Jenny Lemke sat close to Jim Westford on a stiff wooden bench in the entrance–way at the convent in Pensacola, waiting for Mary Sebastian to call them in for a conversation with the nurse. The afternoon light was brilliant and clear. It broke through a swaying palm outside and lit up a stained glass Virgin across from them like ocean water, flooding their faces with purple and green. For the moment, all was deathly, deep quiet in the hall.

Was there really a school next door? Nuns living upstairs? You wouldn't have known. Jenny was thinking of the last time she'd been here, when she came to adopt her son. The sisters gave them a party with ginger ale and red velvet cake. Then she walked with him past this same little bench, holding his hand, and they opened the big oak doors onto the Florida sun.

Jim groaned, interrupting her reverie.

"What is it?" she asked.

He leaned forward with his elbows on his knees.

"Oh, I was thinking that if this woman doesn't calm down, we might have to take a tougher line."

She sat quietly for a second, and then laughed.

"Sibyl will gladly break her thumbs if she talks."

"Yeah, Sibyl!" he said. "She'd have made a good hitman."

"Well, she wants a revolution. You and me, Jim, we're the ones holding it back."

"That's definitely how she sees it."

"I think sometimes I should just hand it all over to her."

"I don't know. If she were in charge of the League, I could never be a part of it. She has no judgment."

"But she has the passion," said Jenny. "I've talked myself into a kind of blandness. I feel blank. Meanwhile nothing changes."

"That's bull. Plenty's changed."

"Like what? Three percentage points on an opinion poll? Does that count for anything in human lives?"

"Listen, if people don't choose to care, we can't make them. We can only argue our case. The rest is up to God and the courts."

"So what happens if the courts don't see things our way, Jim? Do we ever give up?"

"I don't know. I can't answer for you."

"What about for yourself?"

"I need to keep fighting abortion, that's all I know." He sounded tired. "But definitely not with my sister in charge."

"How about your feelings? Do you get moved any more?"

"No," he said, "not often. Not really."

"Millions of babies dead," she said. "I don't even feel it."

" 'Baby' is just a word, Jenny. And the numbers don't matter. I don't know why, but the numbers don't matter. You can't expect to be moved all the time. You just have to keep going."

"Maybe I was making up for my past. It's so far away, now. It seems like another life."

"Stop trying to feel it if you can't. You're tired, that's all."

They sat in silence for a moment. She could hear him swallow.
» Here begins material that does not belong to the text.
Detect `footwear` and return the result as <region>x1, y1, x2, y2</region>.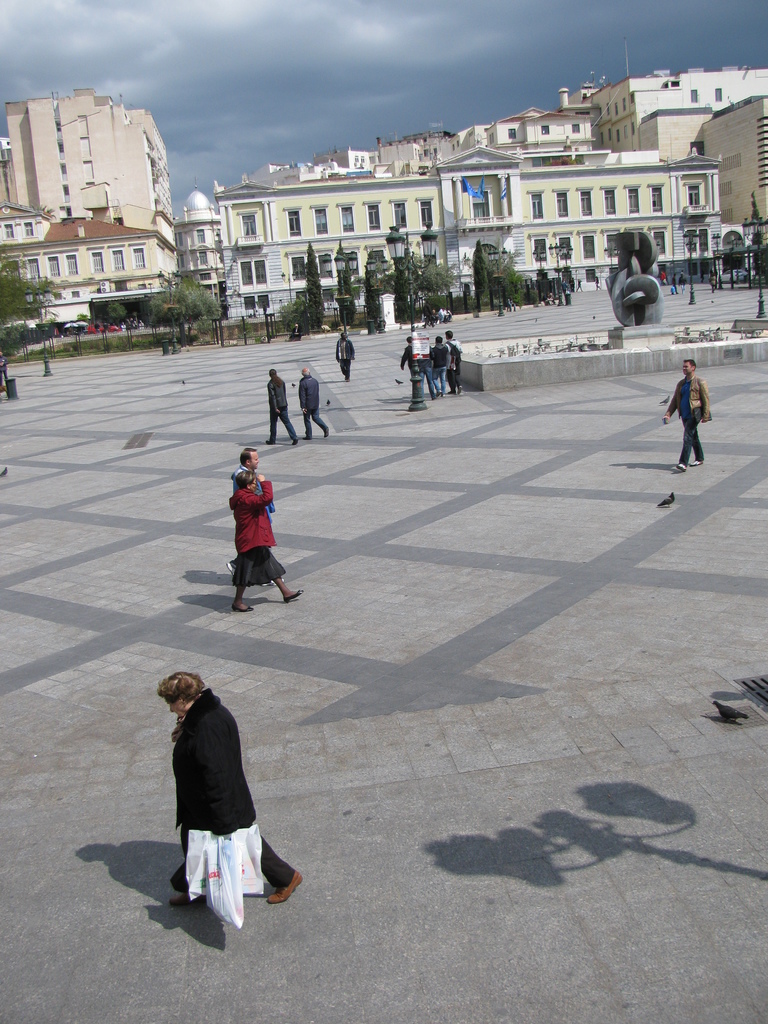
<region>686, 456, 704, 467</region>.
"Did you ever think about doing something revolutionary?" he asked in a low voice.

"What do you mean?"

"I mean whether you'd be capable of it. I don't mean shooting a doctor. Just a little butyric acid in a clinic, something more than what we're doing."

She shook her head.

"Do you? What good would it serve? Giving the other side free martyrs. Great."

"I used to think about it, before I cooled off. I mean like maybe if I got a terminal illness, and I was going to die anyway. I'd go do some damage, you know? With nothing to lose."
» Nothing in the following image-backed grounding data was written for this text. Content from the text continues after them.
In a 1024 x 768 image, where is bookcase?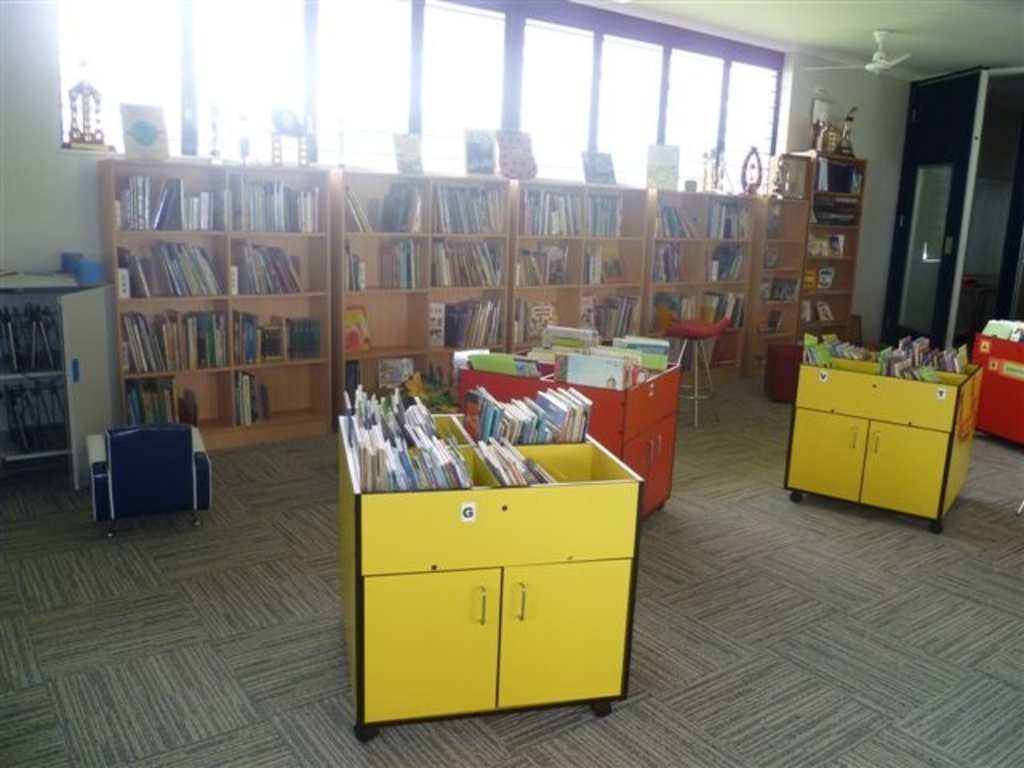
select_region(336, 382, 650, 742).
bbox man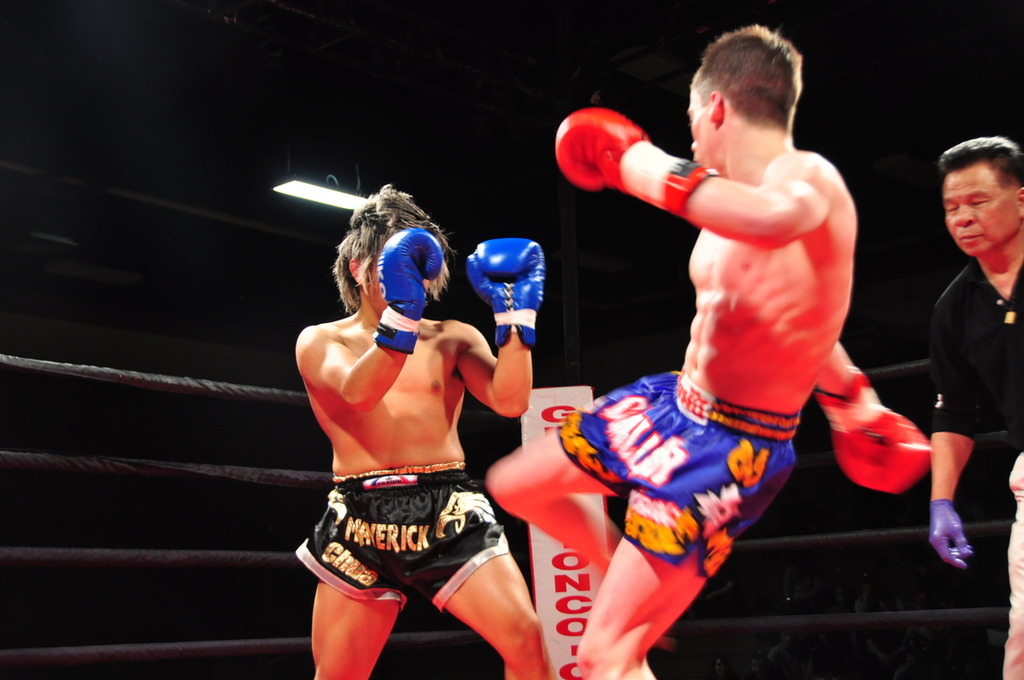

"You'd never hurt people, Jim."

"You mean I'm too much of a coward?"

"I mean it's against God. Against natural law."

The Bible's full of violence. And this is to save innocent life, anyway. So it's different."

She shook her head.

"You Protestants. You have to figure everything out for yourselves." She crossed herself with a skinny purple hand and stretched out her lime green legs. "So anyway, what happens if the nurse does go to the police?"

He shrugged.

"I think we win either way. If we can get names from her, great. If she goes to the police and it comes out that we saved a live baby, we get some free publicity."

"You'd be disbarred. We'd probably both go to prison."

He scratched the back of his head.

"We're always saying that we need victims. God gives us one, a living child. Everything's turned rightside up. No more abortion doctors acting like lambs to the slaughter. The child's the victim."

She shuddered.

"I don't want to go to jail."

"So maybe next time we better take the baby straight to family services. If we're willing to risk what they'll do with it."

She sat up and folded her arms.

"Anyway," she said, "it wouldn't be fair to Clara or the baby. It's bad enough what we have to do to save them; we're not going to use them for publicity, too."

"Yeah, yeah." He sighed, and then nodded. "Jenny, I've been thinking about Rose Merriman. What if we get her to take pictures of some of the older victims—the girl that's been on TV already, or that boy in Canada? He has to be six or seven by now. Maybe Theresa, if I can talk her into it."